Twenty-six more suspected Ebola deaths have been recorded in eastern Democratic Republic of Congo within 24 hours, authorities confirmed on Tuesday.
It comes as the World Health Organization’s chief has expressed deep concern over the outbreak’s escalating spread.
The latest deaths bring the total fatalities linked to the eastern DRC outbreak to 131.
Health authorities have now reported 516 suspected and 33 confirmed cases in Congo, with two further confirmed cases in neighbouring Uganda.
The rare Bundibugyo strain prompted WHO Director-General Dr Tedros Adhanom Ghebreyesus to declare the outbreak a public health emergency of international concern on Saturday.
Butembo, a city of hundreds of thousands in Congo’s North Kivu province, recorded its first two confirmed cases on Monday, Jean-Jacques Muyembe, director of Congo’s National Institute for Biomedical Research (INRB), said.
Ebola spreads through direct contact with bodily fluids from infected people or animals and causes symptoms that can include high fever, vomiting and internal and external bleeding.
According to the WHO, the average fatality rate from Ebola is around 50 per cent, varying from 25 per cent to 90 per cent in past outbreaks.
“I’m deeply concerned about the scale and speed of the epidemic,” Dr Tedros told members of the World Health Assembly in Geneva on Tuesday, citing the number of cases being reported in urban areas and among healthcare workers.
One American tested positive for Ebola as part of their work in Congo, the US Centers for Disease Control and Prevention said on Monday.
The patient, identified as Dr Peter Stafford by his Christian mission organisation, and six other Americans who were exposed to the virus are being moved to Germany for care and monitoring, the CDC said.
The US State Department said that it had mobilised an initial $13 million in foreign assistance for immediate response efforts to the outbreak.
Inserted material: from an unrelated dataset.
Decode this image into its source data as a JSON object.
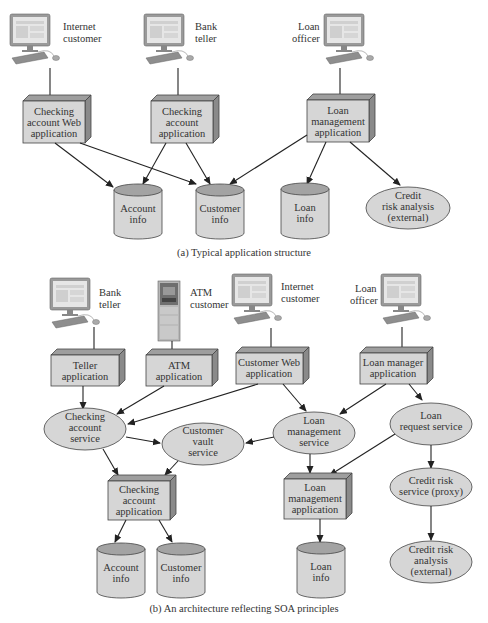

Unlike with the more common Zaire strain of Ebola, there is no approved virus-specific therapeutics or vaccine for the Bundibugyo strain.
The US is working to develop a monoclonal antibody therapy as a potential treatment, CDC said on Monday.
A panel of experts led by the WHO will also meet on Tuesday to discuss if there are any vaccine options to help tackle the outbreak.
The US officially left the WHO in January in a move that President Donald Trump said was motivated by the organisation’s poor management of the COVID-19 pandemic.
An outbreak of the Zaire strain from 2018-2020 in Ituri and North Kivu provinces was the second deadliest on record, killing nearly 2,300 people. The international response then was complicated by widespread armed violence in eastern Congo that continues today.
One Ebola case has been confirmed in North Kivu province’s capital, Goma, which was seized by M23 rebels in 2025.